Toward a Neurodivergent-Competent Future
A neurodivergent-competent approach would look very different from both biomedical reductionism and Timimi’s anti-diagnostic stance.
It would begin by affirming that neurological variation is part of human diversity. It would then examine how environment, relationships, and systemic inequality interact with that variation to produce either wellbeing or distress.
Instead of abolishing diagnosis, it would reframe it as a tool for understanding, a starting point for dialogue, not a verdict.
Teachers and clinicians would be trained to view neurodivergence as a relational phenomenon that requires both personal and systemic adaptation. Policy would shift from “prove your deficit” to “show your difference”. Funding would flow based on need and context, not on deficit labels.
Most importantly, neurodivergent people themselves would be central to defining what support and flourishing look like. Their lived experience, the very thing Timimi’s rhetoric dismisses, would guide practice.
A Note on Compassion and Complexity
It’s important to recognise that Timimi’s intentions are not malicious. His critique comes from frustration with a broken system, one that too often reduces children to codes, parents to case managers, and teachers to gatekeepers. On that point, we can agree.
But good intentions do not neutralise harmful outcomes. In the name of protecting children from over-medicalisation, his narrative risks stripping them of recognition, validation, and access to support.

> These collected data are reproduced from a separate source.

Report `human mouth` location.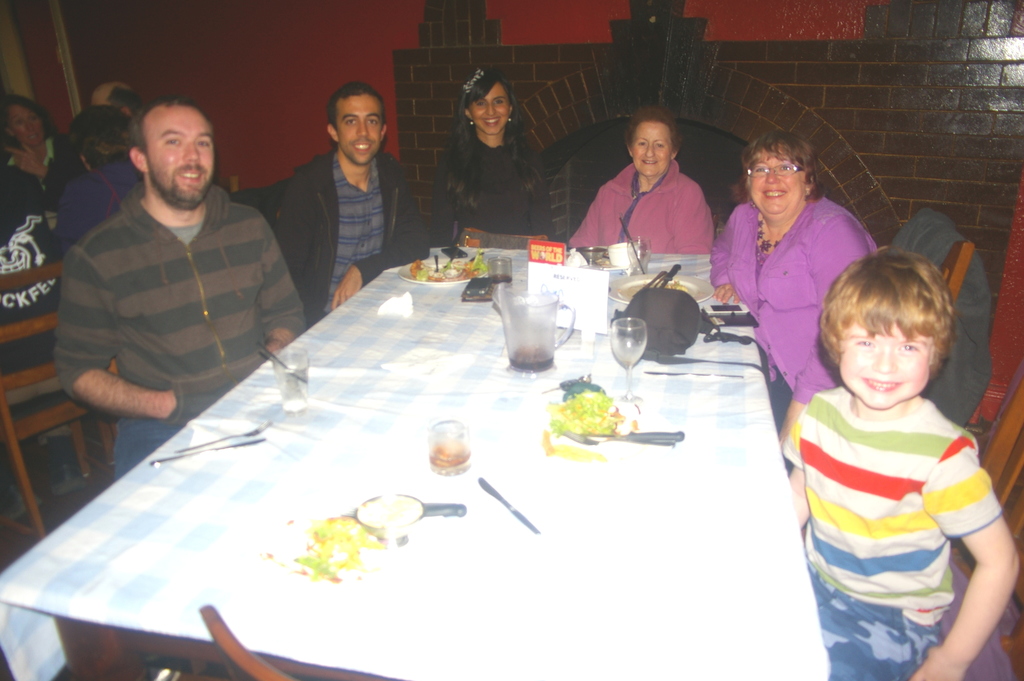
Report: [left=640, top=154, right=661, bottom=170].
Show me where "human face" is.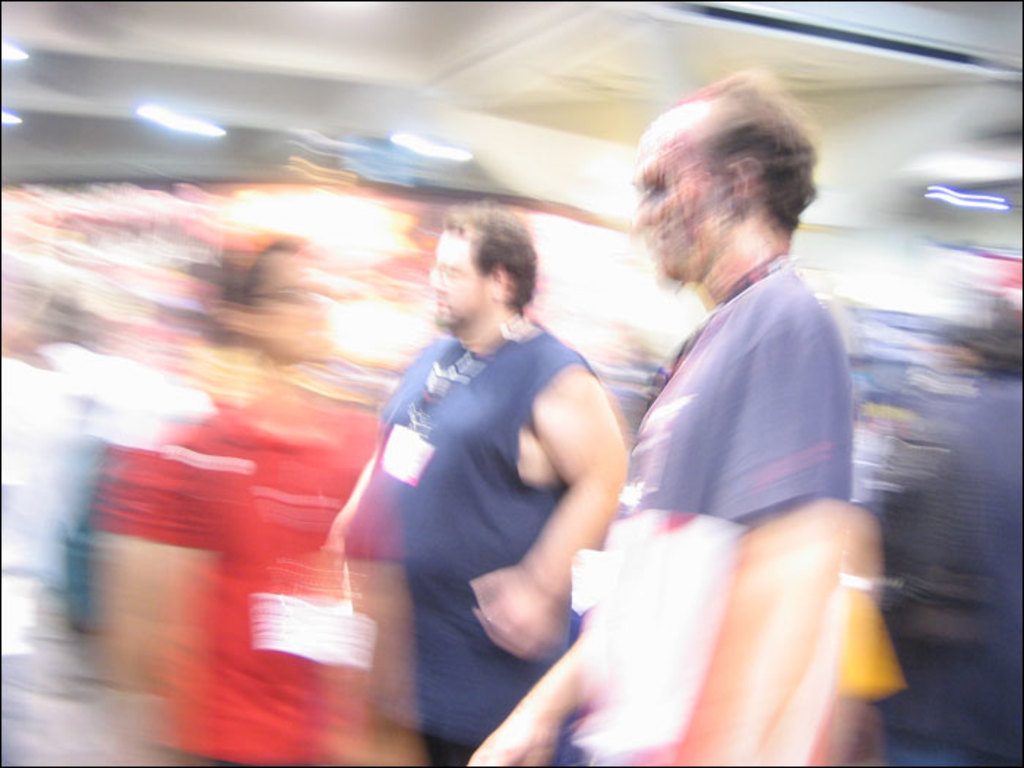
"human face" is at left=632, top=127, right=715, bottom=279.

The world does not need fewer diagnoses; it needs fewer pathologising interpretations of them. It needs systems that treat diagnosis as one piece of a larger ecological picture, one that includes poverty, trauma, sensory environment, pedagogy, and belonging.
Conclusion: The Danger of Simple Stories
Timimi’s argument offers the comfort of simplicity in a world that is anything but simple. It promises liberation from labels, from psychiatry, from medicalisation. But liberation built on erasure is no liberation at all.

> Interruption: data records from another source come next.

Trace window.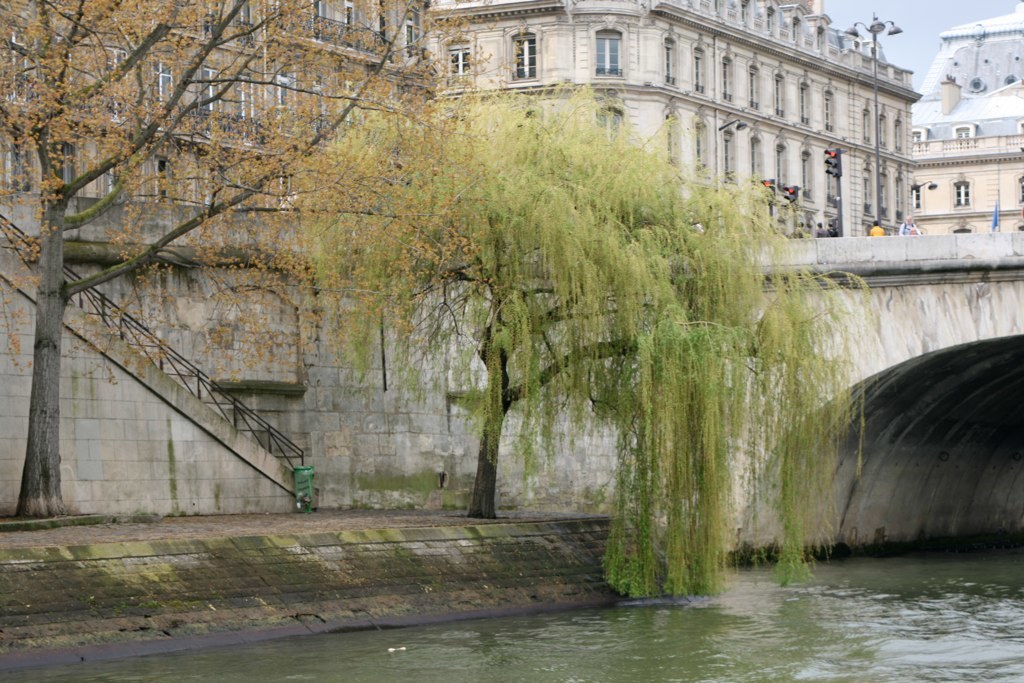
Traced to [left=313, top=86, right=328, bottom=149].
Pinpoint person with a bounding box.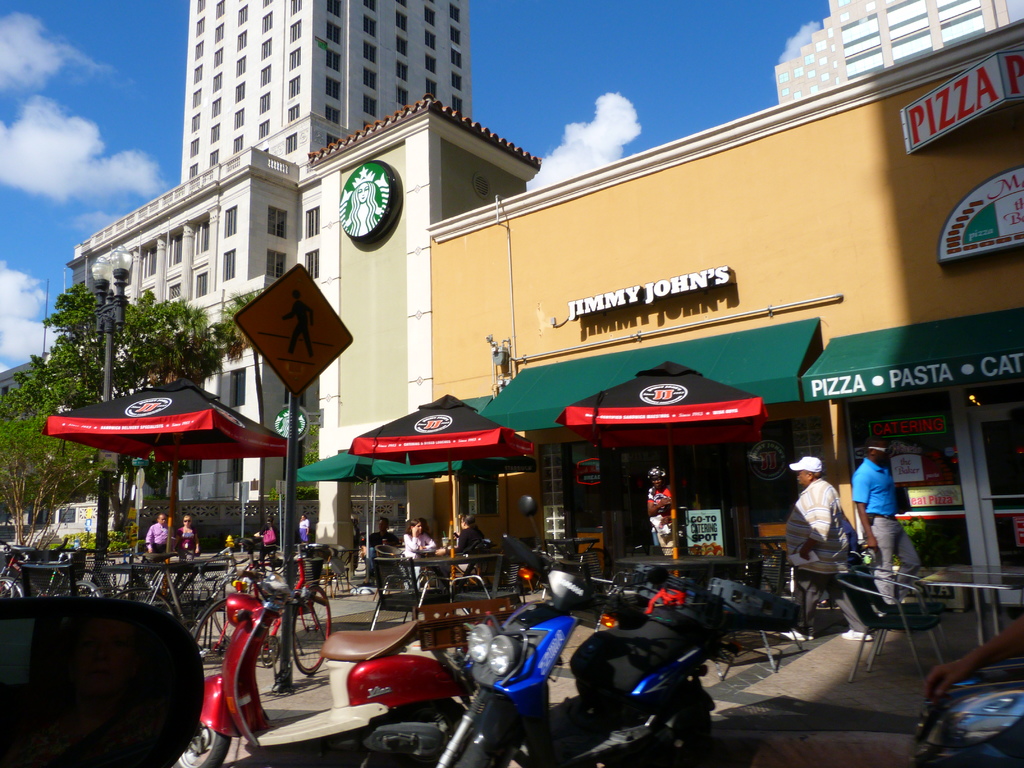
left=140, top=511, right=174, bottom=554.
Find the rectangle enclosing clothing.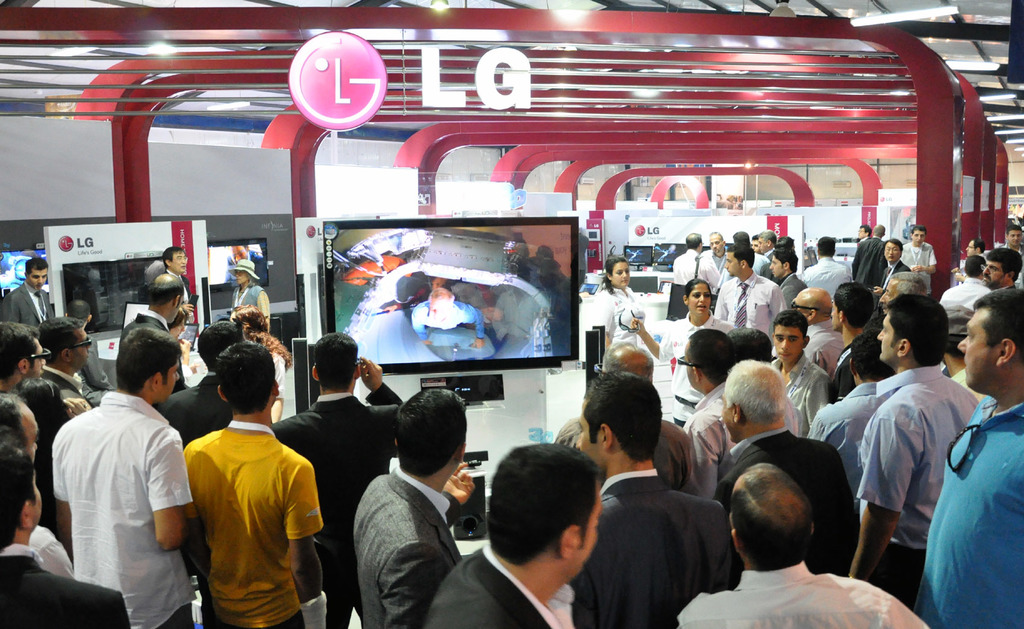
x1=858, y1=358, x2=990, y2=616.
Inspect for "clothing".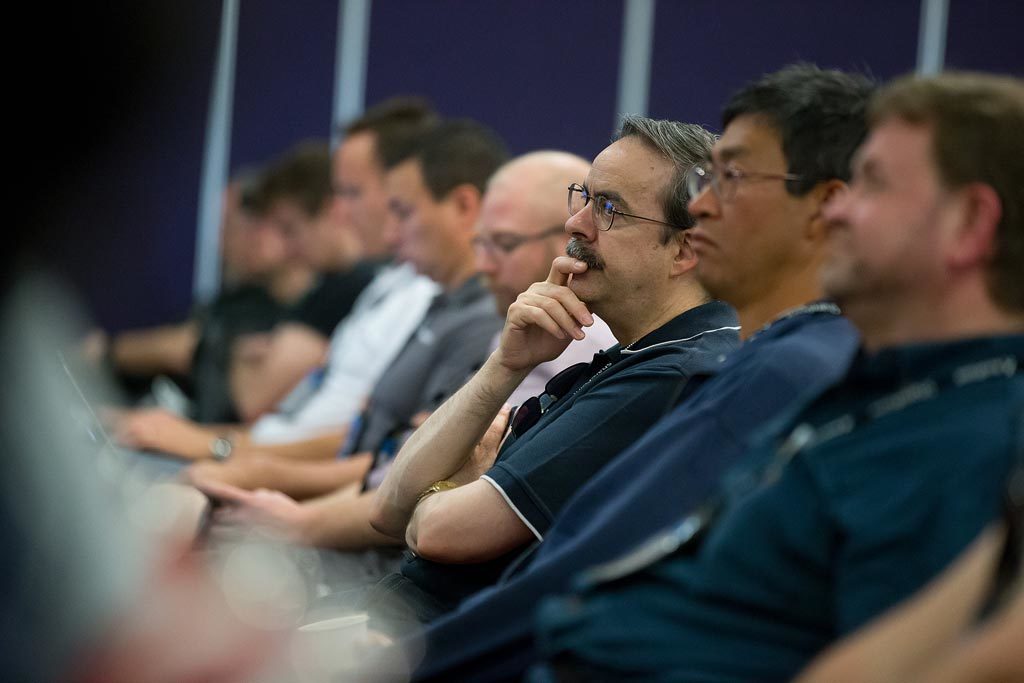
Inspection: x1=197 y1=268 x2=245 y2=429.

Autistic and ADHD people exist; not as inventions, not as brands, but as real, living expressions of human neurodiversity. Their differences are shaped by biology, yes, but also by culture, environment, and history. Their distress is real, and their joy is real.
To insist that these differences are unreal because we cannot measure them with a single brain scan is to mistake the limits of science for the limits of humanity.
Children do not need fewer words to describe themselves; they need better ones. They do not need professionals to tell them their brains are myths; they need adults who will listen, believe, and adapt.
The future of inclusive education lies not in denying difference, but in designing for it.
Diagnosis, community, and relational care are not enemies. They are interdependent. The label can open the door; the community can provide the belonging; the relationship can sustain the growth. Remove any one of these, and the structure collapses.
If we want to improve outcomes for neurodivergent children, we must hold all three.